Tuesday, May 11, 2010

Split the Supreme Court

Split the Supreme Court
- Rajeev Dhavan


Designed as a Supreme Court (SC), it has now become like a High Court (HC). Its jurisdiction is too wide, its jurisprudence too unwieldy. Drowned by with arrears of cases, its pivotal constitutional work suffers. Its 50,000 cumulative pendency may be nothing compared to 38 lakh arrears in the HCs and 3.6 crores in the Lower Courts.

Our justice system has become something of a lottery. The SC contributes to the lottery. Judges working at breathless speed cannot deliver an even handed and consistent justice. It does not matter how hard the SC judges work. They are drowned by it. Desperate measures have not made a dent. Today, some benches (notably Justice Katju’s bench) dispense quick justice when the judges think they have understood the file without fully reading it. Quick intuitive justice is no justice.

Despite this, the SC surpasses itself. Constantly in the news, it decides issues of national significance. Its work is often likened to T20 cricket. If test cricket is played, it is always in a hurry. Under the circumstances, the judges have done well. But for how long, with what loss of quality?

The present strategy of increasing judges and hacking down pending cases is not the answer. The Court needs to split into two: a separate court of appeal and a constitutional court. Between the HCs and the SC, there should be a Court of appeal for all civil, criminal, tax, reference and other cases. This Court could have twelve benches of 3 judges – each of whose decision would be final. The SC should become a constitutional court with 9 judges sitting together en banc and a new procedure whereby it would select what it wants to hear. At present this selection takes 50% of the SCs time. Its jurisdiction would be limited to (a) fundamental rights (FR) cases (b) federal disputes between states (c) any matters relating to the interpretation of law, and governance, under the Constitution – broadly covering the Writ jurisdiction of most of the High Courts (HCs). If it works for the HCs, it should for the SC. In this regard, the federal jurisdiction would be exclusive. FR cases could come directly or by appeal as would other constitutional and administrative law issues. The ‘Advisory Jurisdiction’ would remain. The judges sitting together would make the Court’s work more cohesive.

The SC’s pronouncements on governance are spectacular¬. But, it has become an overburdened goods train with a broken down shatabdi express engine. The new solution would require a better selection of judges through wider collegiates not the present inward looking ‘SC’ cabal. The ages of all High Court, Appeal Court and Supreme Court judges should be 65 years. This will take the edge off competitive rivalries and selection. A better registry and management will save time. Judges will have time to consider and think issues through. If politicians are custodians of the political texts of the Constitution, judges are custodians of the justice texts; and, indeed the Constitution itself. Improving unit cost efficiency in disposing cases will not achieve justice or good governance. Structural changes are needed. Things can go wrong. They have.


The result should be an exact copy of the data, free of pictures.

▬▬▬

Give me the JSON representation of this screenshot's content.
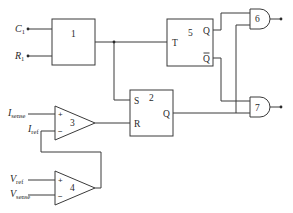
{
  "diagram": {
    "type": "circuit-schematic",
    "inputs": {
      "c1": {
        "main": "C",
        "sub": "1"
      },
      "r1": {
        "main": "R",
        "sub": "1"
      },
      "isense": {
        "main": "I",
        "sub": "sense"
      },
      "iref": {
        "main": "I",
        "sub": "ref"
      },
      "vref": {
        "main": "V",
        "sub": "ref"
      },
      "vsense": {
        "main": "V",
        "sub": "sense"
      }
    },
    "blocks": {
      "b1": {
        "number": "1"
      },
      "b2": {
        "number": "2",
        "pin_s": "S",
        "pin_r": "R",
        "pin_q": "Q"
      },
      "b5": {
        "number": "5",
        "pin_t": "T",
        "pin_q": "Q",
        "pin_qbar": "Q"
      }
    },
    "comparators": {
      "c3": {
        "number": "3",
        "plus": "+",
        "minus": "−"
      },
      "c4": {
        "number": "4",
        "plus": "+",
        "minus": "−"
      }
    },
    "gates": {
      "g6": {
        "number": "6",
        "type": "AND"
      },
      "g7": {
        "number": "7",
        "type": "AND"
      }
    },
    "colors": {
      "line": "#3a3a3a",
      "text": "#2a2a2a",
      "background": "#ffffff"
    }
  }
}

▬▬▬

• [Output for this exercise]:
Give me the JSON representation of this screenshot's content.
{
  "diagram": {
    "type": "circuit-schematic",
    "inputs": {
      "c1": {
        "main": "C",
        "sub": "1"
      },
      "r1": {
        "main": "R",
        "sub": "1"
      },
      "isense": {
        "main": "I",
        "sub": "sense"
      },
      "iref": {
        "main": "I",
        "sub": "ref"
      },
      "vref": {
        "main": "V",
        "sub": "ref"
      },
      "vsense": {
        "main": "V",
        "sub": "sense"
      }
    },
    "blocks": {
      "b1": {
        "number": "1"
      },
      "b2": {
        "number": "2",
        "pin_s": "S",
        "pin_r": "R",
        "pin_q": "Q"
      },
      "b5": {
        "number": "5",
        "pin_t": "T",
        "pin_q": "Q",
        "pin_qbar": "Q"
      }
    },
    "comparators": {
      "c3": {
        "number": "3",
        "plus": "+",
        "minus": "−"
      },
      "c4": {
        "number": "4",
        "plus": "+",
        "minus": "−"
      }
    },
    "gates": {
      "g6": {
        "number": "6",
        "type": "AND"
      },
      "g7": {
        "number": "7",
        "type": "AND"
      }
    },
    "colors": {
      "line": "#3a3a3a",
      "text": "#2a2a2a",
      "background": "#ffffff"
    }
  }
}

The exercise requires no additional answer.